Tax Cuts Could Create a Boom, Say Economists

Tax Cuts Could Create a Boom, Say Economists
Macy’s Herald Square in New York on Nov. 21, 2017. The Atlanta Federal Reserve predicts booming economic activity for the first quarter of 2018. BENJAMIN CHASTEEN/THE EPOCH TIMES
Emel Akan
Updated:

The U.S. economy may have a blockbuster start to the year, thanks to tax reform. According to some economists, the tax reform could spark higher consumer spending and capital investments.

U.S. gross domestic product (GDP) is expected to surge to 4.0 percent in the first quarter, according to the latest forecast from the Atlanta Federal Reserve. If the forecast holds, it will be the best quarter since the third quarter of 2014.

The economy ramped up last year and hit the administration’s 3 percent growth target in the second and third quarters of 2017. But then it slid to 2.6 percent in the last quarter.

Economists’ explanation for the sudden increase in the first quarter forecast was strong manufacturing and construction spending data.

The ISM Manufacturing Index was little changed at 59.1 percent in January, beating expectations. The manufacturing index monitors employment, production, inventories, new orders and supplier deliveries. And an index reading above 50 is a sign of expansion in the economy.

Comments from the nation’s supply executives “reflect expanding business conditions, with new orders and production maintaining high levels of expansion,” stated the ISM report.
Factories are having trouble keeping up with demand as the capital expenditure lead times increased 8 percent in January to 150 days, the longest since 1996, according to a Bloomberg report.

Separately, the Commerce Department announced that construction spending rose more than expected reaching an all-time high of $1.25 trillion in December.

Stephen Moore, an economist at The Heritage Foundation and former economic adviser to Trump’s 2016 presidential campaign, predicts that economic growth in the first half of this year will be very strong.

“Economist Arthur Laffer has found that some firms delayed capital and construction projects to Jan. 1 to take advantage of the lower tax rates on profits and the immediate expensing of capital purchases beginning in 2018,” he wrote in a Jan. 31 article for The Hill.

“If Laffer is right, then the growth that would have happened in late 2017 has been shifted into 2018,” he stated. “Expect a blockbuster first half of the year.”

Jamie Dimon, chairman and CEO of JPMorgan Chase & Co., also predicts an economic boom this year.

“I think it’s possible you’re going to hit 4 percent some time this year,” Dimon said in an interview with CNBC at the World Economic Forum in Davos, Switzerland.
Updated Feb. 7 to reflect revised forecast by the Atlanta Fed.
Emel Akan
Emel Akan
Reporter
Emel Akan is a senior White House correspondent for The Epoch Times, where she covers the Biden administration. Prior to this role, she covered the economic policies of the Trump administration. Previously, she worked in the financial sector as an investment banker at JPMorgan. She graduated with a master’s degree in business administration from Georgetown University.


### Problem statement:
Print the listing in full, exactly as it stands.

### Task material:

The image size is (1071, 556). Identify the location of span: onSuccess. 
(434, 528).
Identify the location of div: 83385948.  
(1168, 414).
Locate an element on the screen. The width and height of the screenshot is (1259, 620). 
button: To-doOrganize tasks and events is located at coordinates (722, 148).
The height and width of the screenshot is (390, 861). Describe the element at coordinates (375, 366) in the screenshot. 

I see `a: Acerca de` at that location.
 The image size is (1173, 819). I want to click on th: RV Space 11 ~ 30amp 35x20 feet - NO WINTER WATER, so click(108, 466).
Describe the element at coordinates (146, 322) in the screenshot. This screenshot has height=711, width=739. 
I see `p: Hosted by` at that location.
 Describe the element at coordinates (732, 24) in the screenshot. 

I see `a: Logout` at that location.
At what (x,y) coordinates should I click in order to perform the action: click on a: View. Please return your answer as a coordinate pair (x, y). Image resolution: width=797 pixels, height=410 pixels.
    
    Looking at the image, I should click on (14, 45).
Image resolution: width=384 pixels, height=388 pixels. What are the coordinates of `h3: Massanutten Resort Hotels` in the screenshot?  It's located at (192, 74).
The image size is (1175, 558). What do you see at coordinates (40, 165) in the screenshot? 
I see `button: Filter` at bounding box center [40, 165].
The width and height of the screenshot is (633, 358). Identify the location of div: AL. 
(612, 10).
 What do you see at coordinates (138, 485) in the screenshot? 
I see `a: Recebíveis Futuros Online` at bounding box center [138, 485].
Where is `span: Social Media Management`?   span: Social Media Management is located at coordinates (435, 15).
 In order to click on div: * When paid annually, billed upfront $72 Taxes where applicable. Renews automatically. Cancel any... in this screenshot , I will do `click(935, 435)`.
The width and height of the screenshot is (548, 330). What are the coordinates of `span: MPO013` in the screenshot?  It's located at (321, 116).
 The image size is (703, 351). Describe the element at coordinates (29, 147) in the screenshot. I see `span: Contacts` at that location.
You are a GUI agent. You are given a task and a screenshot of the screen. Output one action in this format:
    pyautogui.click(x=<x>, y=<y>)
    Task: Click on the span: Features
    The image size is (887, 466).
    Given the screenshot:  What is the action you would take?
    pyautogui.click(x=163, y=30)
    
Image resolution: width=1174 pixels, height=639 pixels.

### Response:
The image size is (1071, 556). Identify the location of span: onSuccess. 
(434, 528).
Identify the location of div: 83385948.  
(1168, 414).
Locate an element on the screen. The width and height of the screenshot is (1259, 620). 
button: To-doOrganize tasks and events is located at coordinates (722, 148).
The height and width of the screenshot is (390, 861). Describe the element at coordinates (375, 366) in the screenshot. 

I see `a: Acerca de` at that location.
 The image size is (1173, 819). I want to click on th: RV Space 11 ~ 30amp 35x20 feet - NO WINTER WATER, so click(108, 466).
Describe the element at coordinates (146, 322) in the screenshot. This screenshot has height=711, width=739. 
I see `p: Hosted by` at that location.
 Describe the element at coordinates (732, 24) in the screenshot. 

I see `a: Logout` at that location.
At what (x,y) coordinates should I click in order to perform the action: click on a: View. Please return your answer as a coordinate pair (x, y). Image resolution: width=797 pixels, height=410 pixels.
    
    Looking at the image, I should click on (14, 45).
Image resolution: width=384 pixels, height=388 pixels. What are the coordinates of `h3: Massanutten Resort Hotels` in the screenshot?  It's located at (192, 74).
The image size is (1175, 558). What do you see at coordinates (40, 165) in the screenshot? 
I see `button: Filter` at bounding box center [40, 165].
The width and height of the screenshot is (633, 358). Identify the location of div: AL. 
(612, 10).
 What do you see at coordinates (138, 485) in the screenshot? 
I see `a: Recebíveis Futuros Online` at bounding box center [138, 485].
Where is `span: Social Media Management`?   span: Social Media Management is located at coordinates (435, 15).
 In order to click on div: * When paid annually, billed upfront $72 Taxes where applicable. Renews automatically. Cancel any... in this screenshot , I will do `click(935, 435)`.
The width and height of the screenshot is (548, 330). What are the coordinates of `span: MPO013` in the screenshot?  It's located at (321, 116).
 The image size is (703, 351). Describe the element at coordinates (29, 147) in the screenshot. I see `span: Contacts` at that location.
You are a GUI agent. You are given a task and a screenshot of the screen. Output one action in this format:
    pyautogui.click(x=<x>, y=<y>)
    Task: Click on the span: Features
    The image size is (887, 466).
    Given the screenshot:  What is the action you would take?
    pyautogui.click(x=163, y=30)
    
Image resolution: width=1174 pixels, height=639 pixels.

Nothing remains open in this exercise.